Unionized workers receive more generous health benefits than nonunionized workers. They also pay 18% lower health care deductibles and a smaller share of the costs for family coverage. In retirement, unionized workers are 24% more likely to be covered by health insurance paid for by their employer.

Unionized workers receive better pension plans. Not only are they more likely to have a guaranteed benefit in retirement, their employers contribute 28% more toward pensions.

Unionized workers receive 26% more vacation time and 14% more total paid leave (vacations and holidays).

Unions play a pivotal role both in securing legislated labor protections and rights such as safety and health, overtime, and family/medical leave and in enforcing those rights on the job. Because unionized workers are more informed, they are more likely to benefit from social insurance programs such as unemployment insurance and workers compensation. Unions are thus an intermediary institution that provides a necessary complement to legislated benefits and protections''

Unions have many times won benefits to their members, and some non-member workers. But in all cases they also drove up the cost of production and caused reduced production = higher prices to ALL consumers = to the whole nation.

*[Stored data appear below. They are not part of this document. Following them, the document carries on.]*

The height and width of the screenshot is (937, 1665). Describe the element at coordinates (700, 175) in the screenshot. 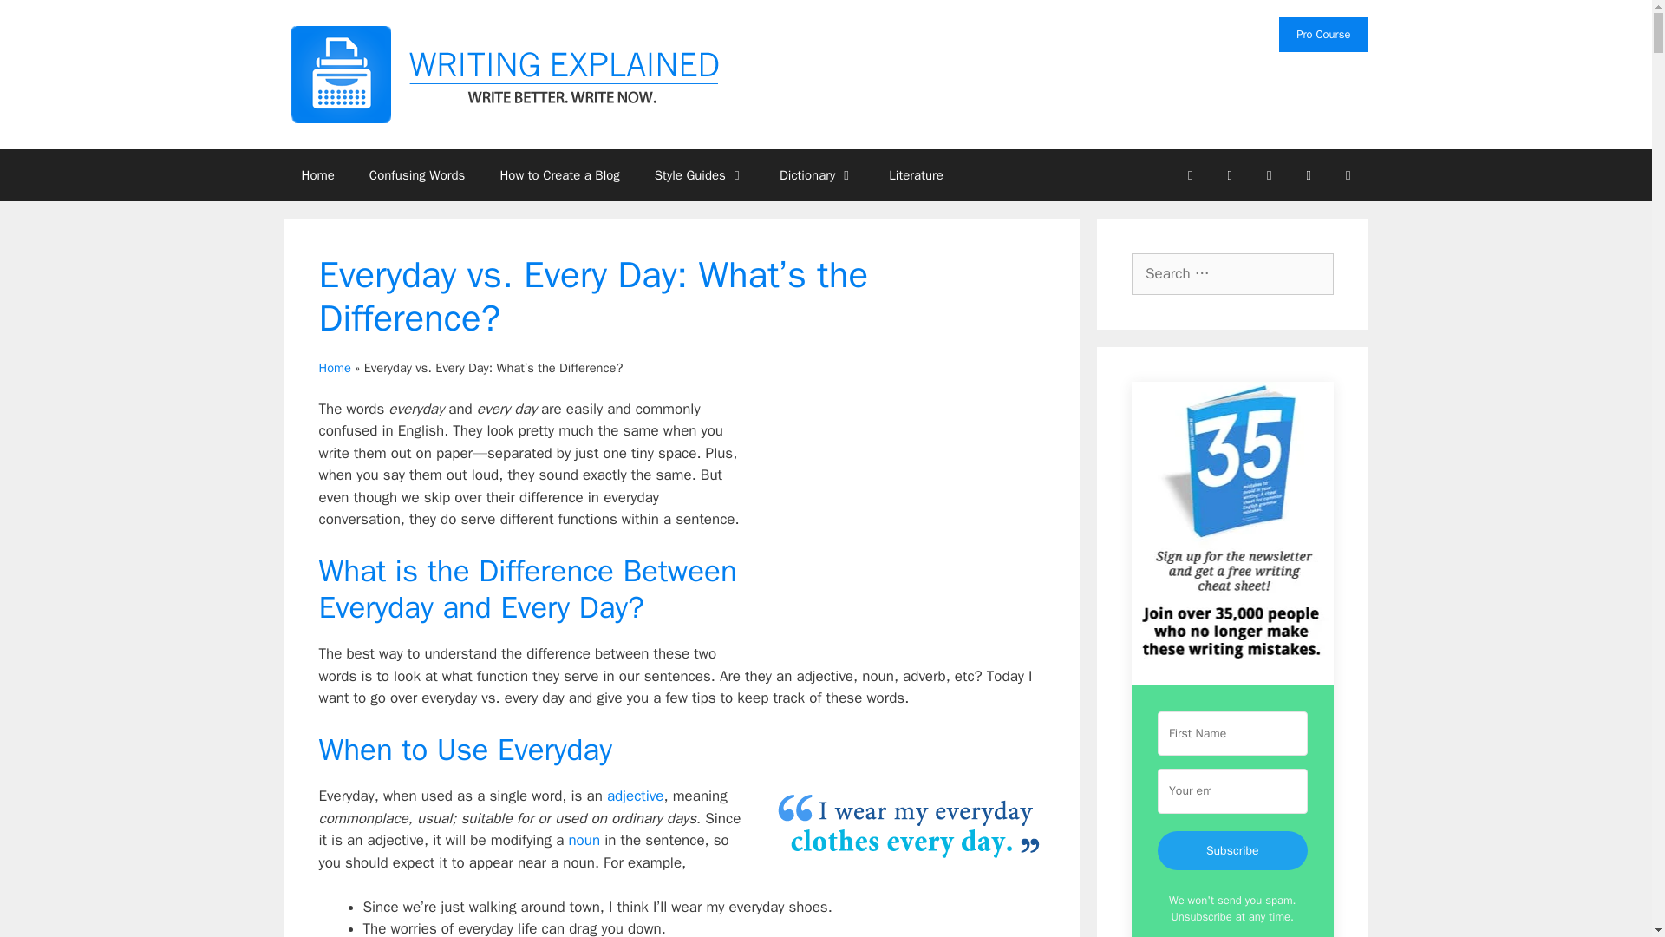

I see `Style Guides` at that location.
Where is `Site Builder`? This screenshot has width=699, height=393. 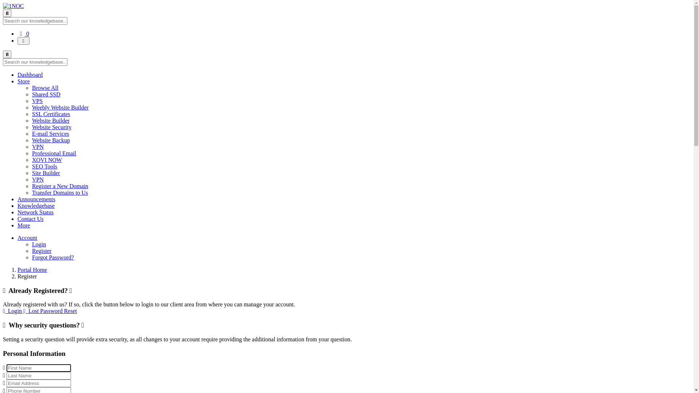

Despite all the benefits you can list, none of this proves that there has been an overall net benefit to the whole nation as a result, because there is also the cost which someone has to bear.

The only way to prove a NET BENEFIT from unions is to show that they did something to IMPROVE THE PRODUCTION, or to improve the performance of the workers, or the whole company. Just showing that they succeeded in gaining certain concessions, benefits, from employers does not indicate a net benefit to the whole society, because the COST of these benefits has to be subtracted from the total in order to compute the total net gain or loss.

That you are unable to show any overall social benefit from unions, but can only show gains won by certain workers at the cost of the company's total production, suggests that they have been mainly a net loss to the companies and to the overall production, meaning higher cost of production and reduced production = overall net harm rather than benefit to society.

But you are right that unions have given expression to the Crybaby Economics demands of the less competitive workers, and so have given them an outlet for their rage against the employer class which they need to hate and scapegoat.